A final image by Bloch to be commented on proposes a Word Strike, his contribution to the Art Strike (1990-1993) with the slogan “Give Up Art,” in which the individual letters of the word “Art” have been turned into simple drawings. Taking a radical stance, he freely acknowledged the inability of both image and word to erase the social and economic suffering that, sadly, seems to attend all societies at all times—no matter what party or ideology a country supports.
In a way, then, we might criticize this stream of politicized ephemera of Bloch’s—both as creator and collector—as wrong from the start. What art has ever truly transformed even the bottom ten percent of society, which resists change for reasons beyond our best intentions? On the other hand, these artifacts were collected during the ‘80s: a time when extremism and unrest in America were pushed down—and Bloch’s collection illustrates very well both the disorganization and dysfunctionality as well as the idealism of that period.
When art raises the expectation of permanent social change, we hope for an idealism that, at least historically, hasn’t seemed to work. But that does not lessen the impulse, in any way, to build a new world. As discussed here, some of Bloch’s mail art materials rule out image-making as an antidote to human suffering.
Bloch does not make it fully clear the extent to which his sensibilities align with the radical pamphlets he has gathered. But surely his sympathies, as evidenced by what he has pulled together, suggest a tough attitude toward American materialism. While there was so much to read, under difficult circumstances, the bias comes through and can hardly be dismissed: even art’s recognized failure to change much of anything suggests the need for new ways of thinking—and supporting, as best we can, the results. Thus, this wonderful, if anarchic, set of all kinds of revolt and difference becomes more than a eulogy of a lost time. It successfully articulates what was possible—before we succumbed to uniformity in thinking.

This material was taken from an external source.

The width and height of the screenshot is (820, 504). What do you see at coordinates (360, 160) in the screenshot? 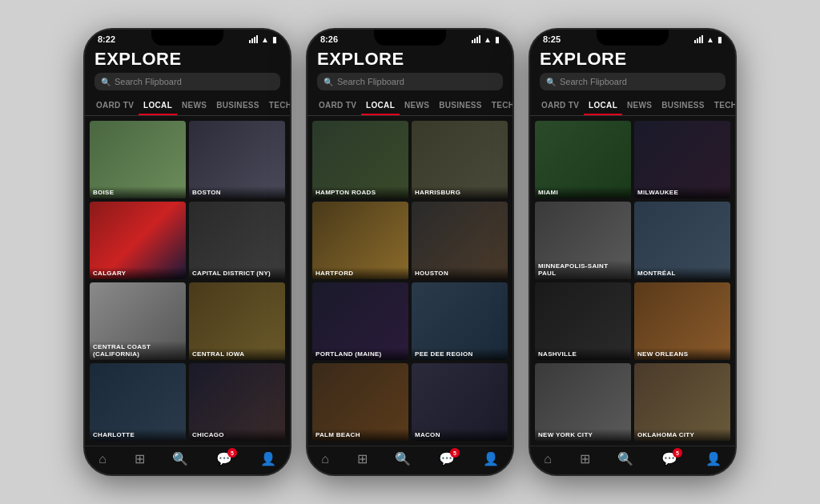
I see `city-cell-hampton-roads: HAMPTON ROADS` at bounding box center [360, 160].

On January 21 there will be a panel discussion about Panscan– the mail art online discussion group that Bloch created. Panel with David Ross, the former Director of the Whitney Museum, Bloch and others. The moderator will be Scott Fitzgerald, a Global Network Arts professor in the Integrated Design and Media department in NYU’s School of Engineering.
On January 28 there will be a Q and A with Bloch and a closing celebration and performance moderated by Sukhdev Sandhu, a professor at the Colloquium for Unpopular Culture, Center for Experimental Humanities at at New York University.

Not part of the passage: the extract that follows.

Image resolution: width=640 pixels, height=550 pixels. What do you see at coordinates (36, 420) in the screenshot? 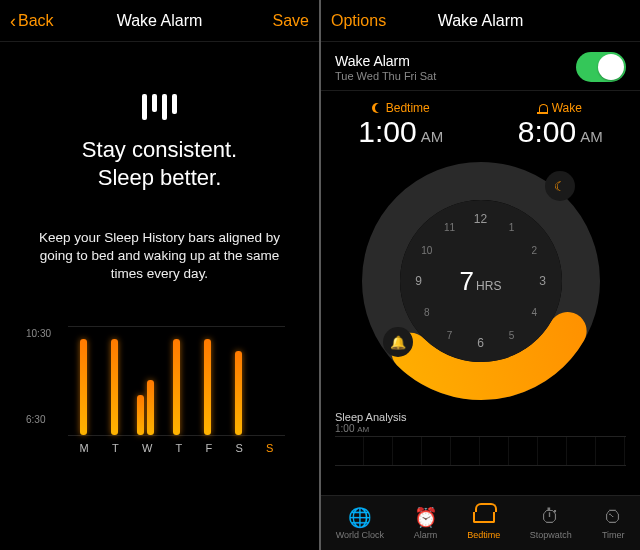
I see `axis-label-bottom: 6:30` at bounding box center [36, 420].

For more information see https://guides.nyu.edu/blog/NYU-Libraries-Exhibition-Explores-Mail-Art-Movement-and-Mark-Blochs-Postal-Art-Network
Mark, congratulations on the exhibit. I am impressed by your passion for the movement and that you have continued your scholarly work exploring this genre; Ray’s life work continues into a new era because of this consistent exploration by scholars of “correspondence” art, but that is not without mentioning the heart of this work is the humanity and highly developed creative ideas belonging to Ray alone.
He would be pleased with the continuing examination.
Thanks for reading and commenting on the article. It is a great show.